Unfortunately, it doesn’t take a cynic or realist to wonder when the sky will fall in because the 120 minutes (including interval) are centred around a wedding day, an immigrant, and a sit-down family wedding feast – all likely to end in tears. And lo! Here come illicit kisses, simmering sibling resentment, bratty kids, drunken spewing in corners, racism, bigotry, and the inevitably excessive emotion of such situations.
Recently, Anthony Skuse directed a memorable version of The Cherry Orchard and his thrilling ability to give Chekhov the laughter and pathos so often missed by portentous auteurs is evident here, with three sisters, dopy husbands, and ennui- and grief-stricken Dad (thoughtfully tender Peter Eyers). Skuse orchestrates the physicality of constantly moving sequences of characters without losing the human heart of each relationship and person. It’s captivating to watch in KXT’s traverse space.

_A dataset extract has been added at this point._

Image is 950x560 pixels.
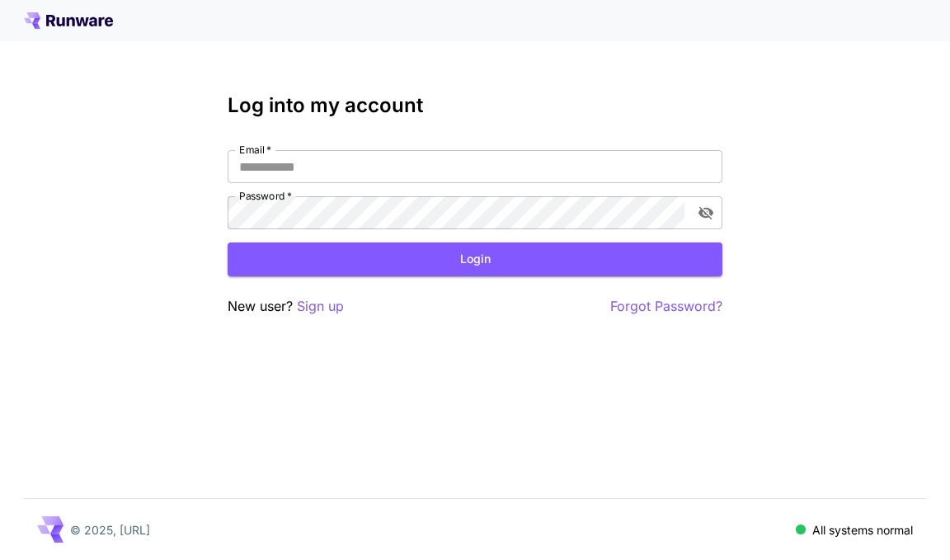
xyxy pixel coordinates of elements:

Central to the outstanding ensemble, and more hurt and ferocious by the minute as she begins to suspect the worst, is a breathtaking Ainslie McGlynn as Hazel, whose husband John (James Smithers) is out of work and out of love. Baby sister Sylvia (Imogen Sage) is marrying Polish emigré Marek (Zoran Jevtic), and elder sister Maggie (Jane Angharad) has returned after an unexplained year’s absence.

Peripheral to the adults but never missing a word are Sylvia’s daughters Leanne (Amy Goedecke) and Sarah (Kira McLennan), the latter a precocious miss who might be heading for trouble…
The play follows the course of the wedding day, on a simple set by James Smithers, with lighting by Topaz Marlay-Cole that leaves room for imagination; all enhanced by composer and sound designer Layla Phillips’s incidental piano pieces with telling pop fragments from cast, crew and Skuse.
The meleé – AKA wedding feast – and furniture movement are fascinating and slyly comic, from “waiters” Nick McGrory, Marley Isaac Dunn, and Cyan Fernando. Dialect coach Linda Nicholls-Gidley places the company firmly in the Midlands, while intimacy coordinator Shondelle Pratt, although it’s an upwardly mobile working-class wedding, has quite a task. And the same goes for fight choreographer Diego Retamales.
There’s not a weak link in the company, and each actor’s grasp of the play and its demands is unerring. You’ll laugh a lot, and your heartstrings will be plucked. Short season. Don’t miss.